The simple answer is that it exists to make bread. However, that doesn’t tell you why you can’t use cake flour to make bread or why all-purpose flour may not make great bread.
The main purpose of bread flour is to provide that support structure to make the thick, airy interior we associate with loaves of bread.
How does bread flour differ from other types of flour?
Bread flour has far more protein and gluten than other types of flour. The gluten makes the dough elastic. It can rise much further than cake flour.
The stronger bonds also allow it to expand and retain its shape.
Gluten consists of two main proteins.
The glutenin gives it elasticity. The gliadin causes it to resist stretching. The two together plus water create the structure within the dough that allow you to shape it and hold it in shape when you aren’t kneading it.
Can you make bread with all-purpose flour?
Yes, you can. The all-purpose flour has about ten percent less protein (9 to 11 percent versus 10 to 15 percent). This means bread made with all-purpose flour is more likely to “mushroom” or overflow the container.
Think of it as your loaf of bread having a fair muffin top. Yet there won’t be much difference in its consistency. In fact, all purpose flour tends to make the fluffier bread we associated with sandwich bread.
There’s another reason you may not want to use all-purpose flour. It is typically bleached and processed. It has fewer nutrients, though others like iron may be added to it to offset the lost proteins.
If you’re making bread, use unbleached all-purpose flour instead of bleached flour. Save the bleached flour for cakes and pastries.
How do you add gluten to flour?
If you’re left with all-purpose or cake flour and want to make bread, you can create substitute bread flour by adding gluten to it. The vital wheat gluten will be called gluten or pure protein.
You’ll only need to add a few spoonfuls of gluten at most. Fail to do this with all-purpose flour that calls specifically for bread flour, and the bread will not rise as much as expected and be much crumblier.
Alternatively, you can use a bread recipe that calls for all-purpose flour and substitute different ratios of eggs, water and yeast to get the right consistency.
Another tactic is to autolyze the bread. With this technique, you hydrate the dry ingredients and then let it sit for about twenty minutes.
The gluten in the dry ingredients has more time to “knit” itself and build the bonds that hold the bread together. After this twenty minute (or longer) period, you can start kneading the bread and following the rest of the recipe.
You can add some wheat germ to bread in place of flour, though it is not flour. You can replace up to a third of the flour in a recipe with wheat germ.
You’d want to have at least one cup of wheat flour of some kind with every cup of non-wheat flour so you don’t get a flat loaf so that you have at least some gluten in it.
Why is all-purpose flour so common?
All-purpose flour or AP flour is the most commonly used flour because it can be used for almost anything. You can use it to bake a cake or make bread.
It can be used to make pastries or pancakes. You can use all-purpose flour to make cakes if you substitute one cup of AP flour minus two tablespoons for every cup of cake flour. (Less flour makes up for the higher protein.)
Yet you’ll get a better result when you use the ideal kind of flour for that application.
Can you use bread flour in non-bread recipes?
It is rare for a recipe to call for bread flour in a non-bread recipe. You’ll see the recipe calling for bread flour in crusty bread products like baguettes.
If it gets shaped on a pizza stone or solid oven deck, then bread flour is the right choice. However, you can use bread flour in recipes that call for all-purpose flour.
Note that the extra protein needs to be offset by extra water.
Bread flour is sometimes used in place of some of the whole grain flour in a recipe to give the loaf more gluten. Then you get a fluffier loaf with some whole grains in it than the thick, low-rising bread we typically get with whole grains.
This occurs because whole wheat flour has as much as 16 percent gluten, but the ground-up hulls in the whole grain flour interfere with the gluten strands.
Then they’re less able to support the loaf as it tries to rise. If you have whole wheat flour and want to substitute it for all-purpose flour, you’d use a cup of whole wheat flour minus two tablespoons of AP flour in the recipe.
Note that the end product will still have more fiber than if you used bread or all-purpose flour.
Bread flour is fine if you’re making bread products that are not required to rise like flatbread or crackers.
However, if you want to make quick bread or pastries, the strong, tough gluten ties in bread flour make it hard to get an end product that melts in your mouth.
When you want it to crumble in your mouth like cake, gluten is your enemy.
Do bread recipes change much based on the type of flour you use?
Bread is essentially water, flour, and yeast. As long as you’re using wheat flour, the main ingredient ratios don’t change. The only exception here is cake flour.
Cake flour can have as little as 6 percent gluten. All-purpose flour has around 10 percent gluten. That light, sweet taste of cake won’t translate into much of a loaf of bread.
You could use cake flour if you added extra gluten, but most of us don’t have that around the house. Conversely, you can add gluten to existing all-purpose or bread flour to increase the protein content, and it won’t affect the consistency much.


YOUR TASK:
Only the pictures stay out; please return all the entries below exactly as written.

Dataset items:
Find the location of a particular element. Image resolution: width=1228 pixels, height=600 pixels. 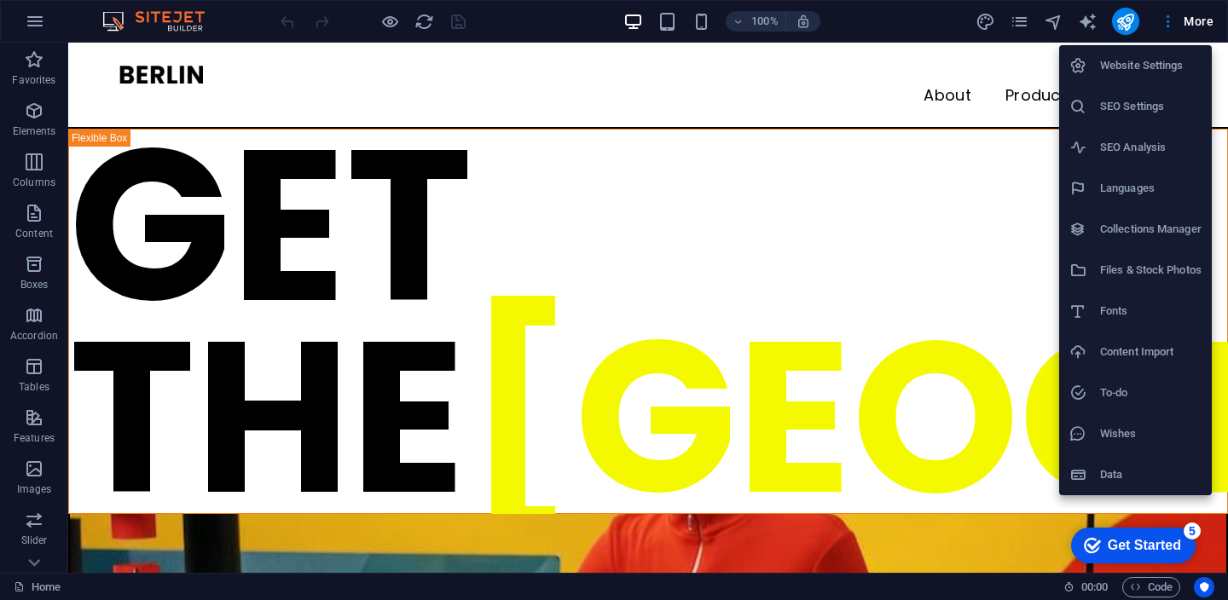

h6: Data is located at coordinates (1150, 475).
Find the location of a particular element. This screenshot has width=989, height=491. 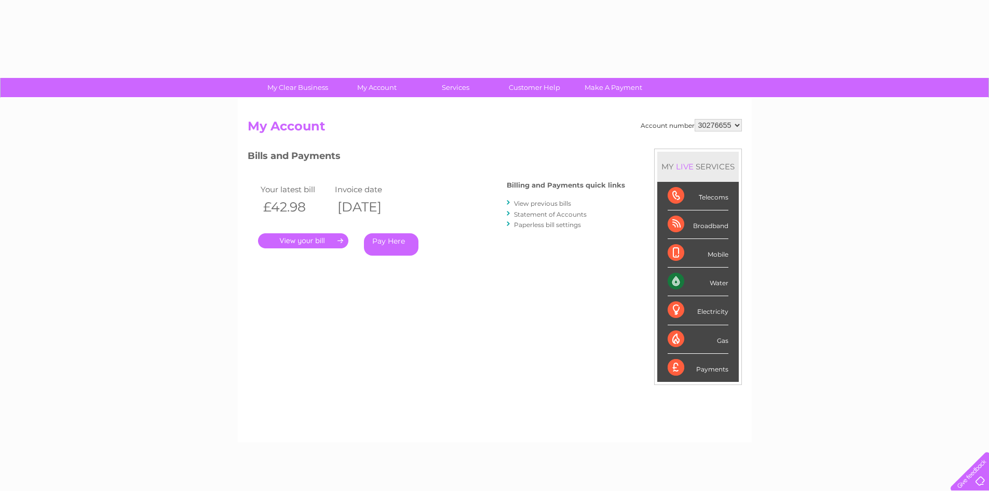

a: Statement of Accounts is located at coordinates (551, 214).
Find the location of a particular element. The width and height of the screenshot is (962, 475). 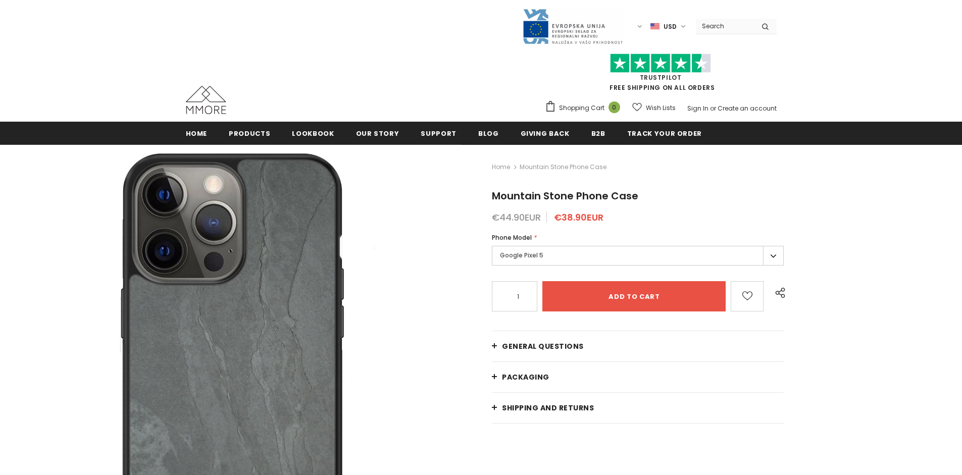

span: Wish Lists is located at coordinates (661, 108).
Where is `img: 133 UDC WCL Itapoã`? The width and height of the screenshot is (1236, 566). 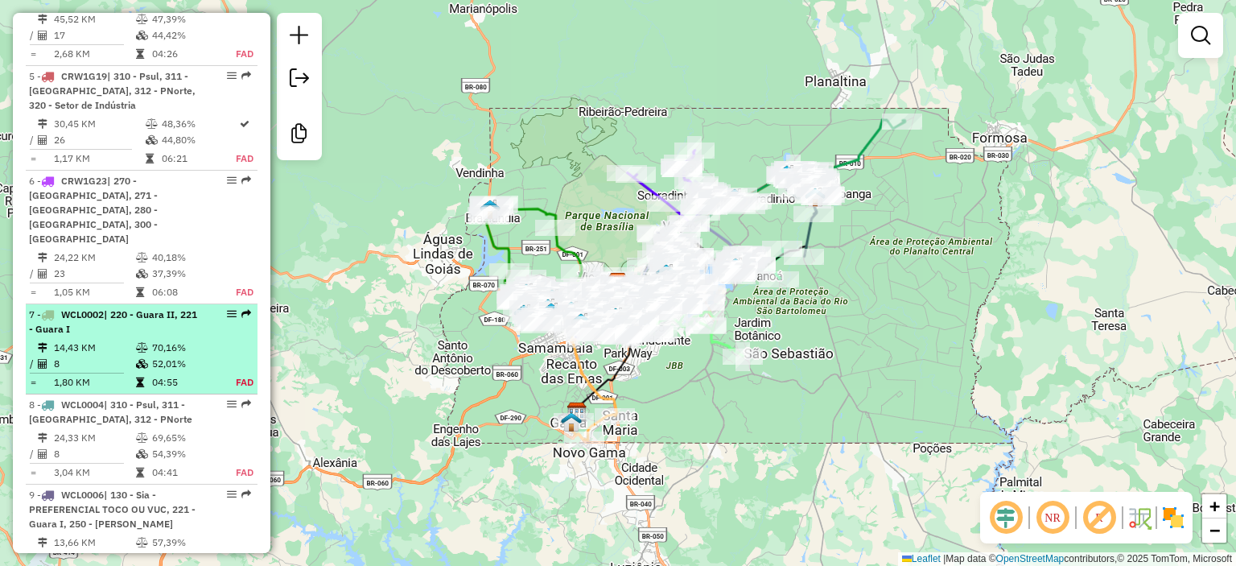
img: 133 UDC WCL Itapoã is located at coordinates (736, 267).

WRITTEN ANSWER:
Find the location of a particular element. Image resolution: width=1228 pixels, height=600 pixels. 

h6: Data is located at coordinates (1150, 475).
Find the location of a particular element. This screenshot has width=989, height=491. 

a: Statement of Accounts is located at coordinates (551, 214).
Find the location of a particular element. The width and height of the screenshot is (962, 475). 

span: Wish Lists is located at coordinates (661, 108).
Where is `img: 133 UDC WCL Itapoã`? The width and height of the screenshot is (1236, 566). 
img: 133 UDC WCL Itapoã is located at coordinates (736, 267).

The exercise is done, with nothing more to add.